While Clarina usually insisted that her reform agenda could best be advanced by maintaining a ladylike demeanor, she could also be quite assertive. For example, she grew impatient with men who campaigned against bloomers and the exposure of women’s ankles, writing that males should be equally concerned with “the inches cut from the tops of ladies’ dresses.”

Her growing fame led to an 1853 speaking campaign on behalf of the temperance movement in the Wisconsin territory. This experience also aroused her interest in the West, and in 1854 she moved her family to Kansas, participating in the struggle to wrest Kansas from the slaveocracy. After the relocation to Kansas, George Nichols died, and Clarina traveled back to the East to raise funds for the antislavery movement in Kansas. Meanwhile, her two sons fought alongside the abolitionist John Brown.

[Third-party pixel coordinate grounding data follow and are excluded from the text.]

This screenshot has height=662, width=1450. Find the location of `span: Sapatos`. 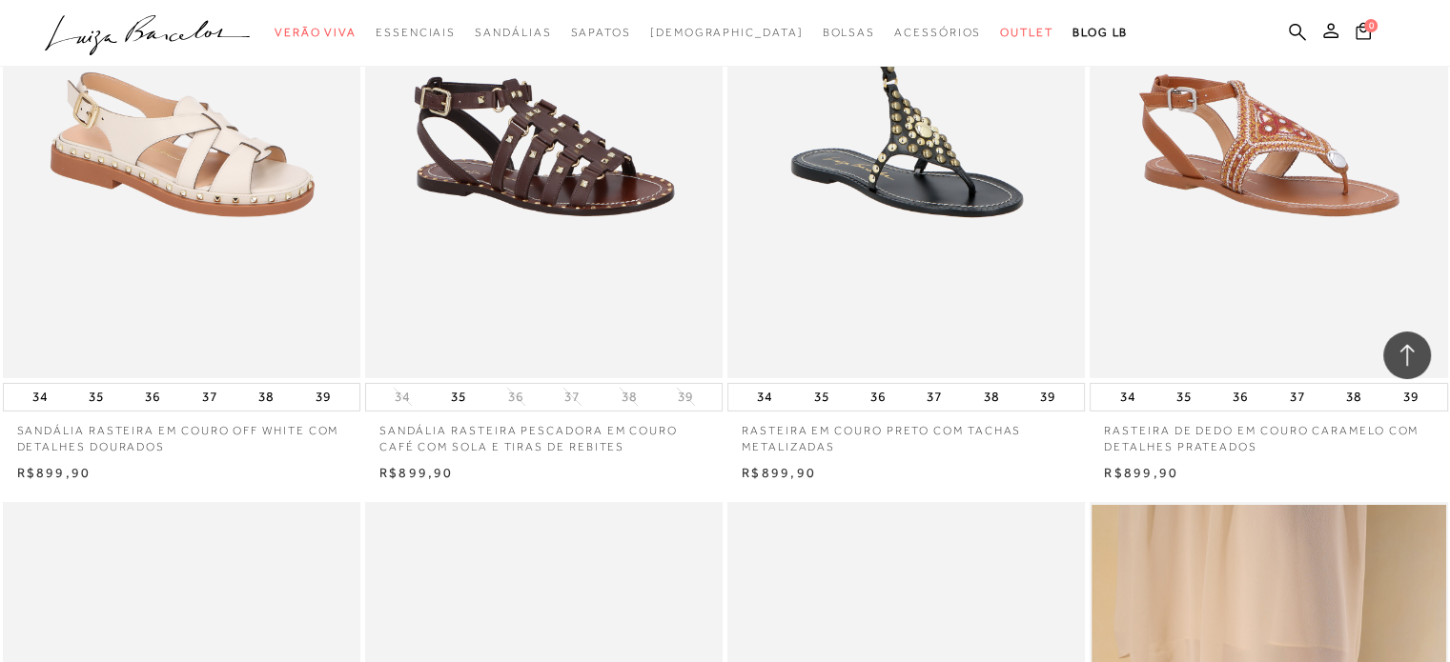

span: Sapatos is located at coordinates (599, 32).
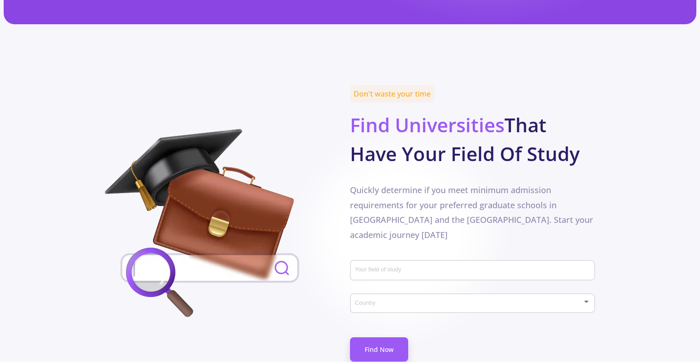 This screenshot has height=362, width=700. Describe the element at coordinates (427, 125) in the screenshot. I see `span: Find Universities` at that location.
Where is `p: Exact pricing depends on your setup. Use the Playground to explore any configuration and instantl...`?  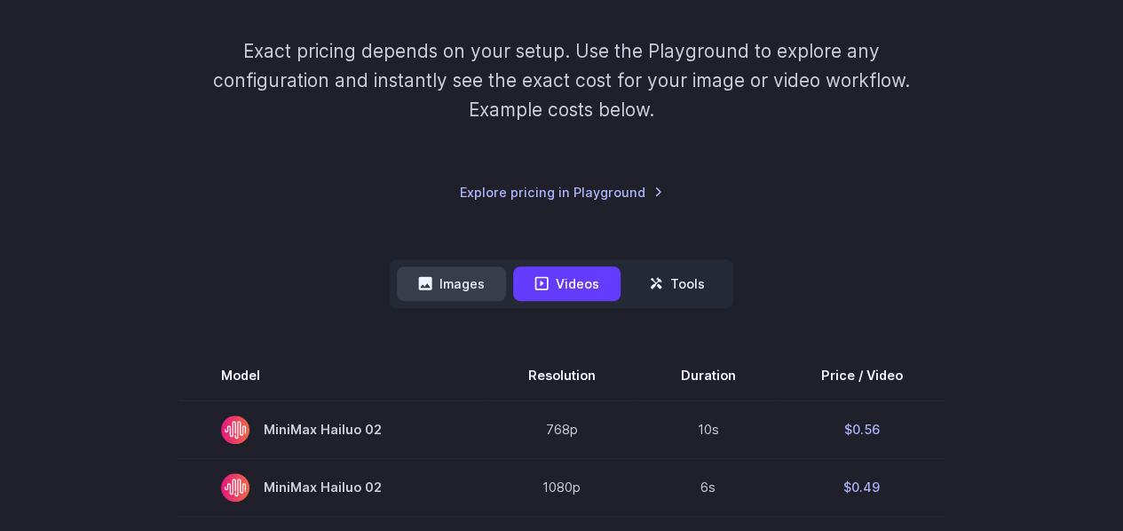 p: Exact pricing depends on your setup. Use the Playground to explore any configuration and instantl... is located at coordinates (562, 81).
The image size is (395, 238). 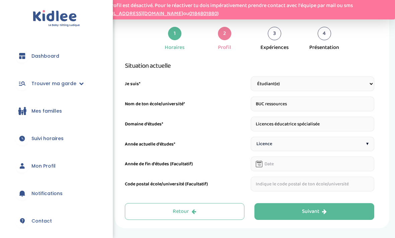 I want to click on span: Licence, so click(x=264, y=144).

Clarina returned to Kansas and settled in the small community of Quindaro, where she struggled economically, supporting herself through speaking tours. During the Civil War, she and her daughter lived in Washington, D.C., serving as matrons at a Georgetown home for Black orphans and widows. Following the war, Clarina was back in Kansas, involved in the disappointing effort to incorporate female suffrage into the state’s constitution.

In her final years, the reformer moved to California and continued to write on behalf of women’s rights. Her death in 1885 caused little comment. Diane Eickhoff is to be congratulated for resurrecting the life and career of Clarina Nichols and bringing her legacy to the attention of contemporary readers.